BUCHAREST, Romania — Snow as deep as 15 feet (4.5 meters) isolated areas of Romania, Moldova and Albania on Tuesday, and helicopters and army trucks were used to deliver food and medicine, and to transport sick people to hospitals.
In Romania, thousands of coal miners volunteered to donate some of their food to help feed people in isolated areas of their country.
Officials said five Romanians died in the past 24 hours due to frigid temperatures, bringing the total to 79 weather-related deaths since the nation's cold spell began. Neighboring Moldova also has been hard hit by snow, and both countries have seen schools, borders, highways and train services shut down in some areas as temperatures plunged to -9 Fahrenheit (-23 Celsius) overnight.
Adrian Vlaicu, a spokesman for the Romanian rail network CFR, said 413 trains have been canceled due to heavy snow on the lines.
On Tuesday, about 4,000 Romanian coal miners volunteered to buy tins of food from the money the company gives them for hot meals and donate that to the worst-affected victims in eastern Romania.
In Albania, army trucks and helicopters brought food and medicine to 250,000 people who were isolated in their communities by deep snow, which also was causing power outages and shortages of fodder for cows and sheep on farms.
The roofs of about two dozen houses, including that of a 300-year-old church in southeastern Albania, collapsed under the weight of the snow, but no injuries were reported.
On Sunday, Albania declared a state of natural emergency in some of the worst-affected areas.
Since the end of January, Eastern Europe has been pummeled by a record-breaking cold snap and the heaviest snowfalls in recent memory. Hundreds of people, many of them homeless, have died and tens of thousands of residents have been snowed in across the region.
But the worst affected areas of Europe are now in Romania, Moldova and Albania.
Llazar Semini contributed from Tirana, Albania, and Corneliu Rusnac from Chisinau, Moldova.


Task requirements:
Set down, exactly and only, everything from the line containing "Output each element" down to the line containing "Decompose this screenshot" in the data below; the pictures are not part of the copy.

Material provided:
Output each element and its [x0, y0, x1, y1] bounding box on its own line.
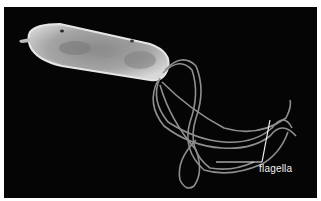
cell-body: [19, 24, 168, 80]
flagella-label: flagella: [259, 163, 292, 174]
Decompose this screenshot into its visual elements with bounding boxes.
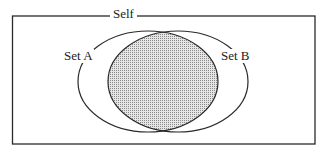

---

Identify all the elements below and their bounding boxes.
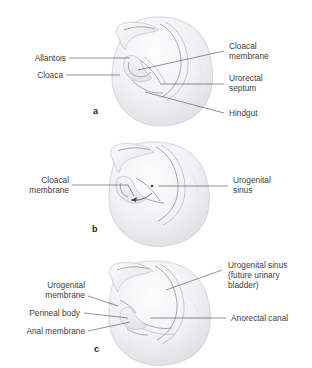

Answer to the problem:
Output each element and its [x0, y0, x1, y1] bounding box on its own line.
cell-body: [19, 24, 168, 80]
flagella-label: flagella: [259, 163, 292, 174]
Decompose this screenshot into its visual elements with bounding boxes.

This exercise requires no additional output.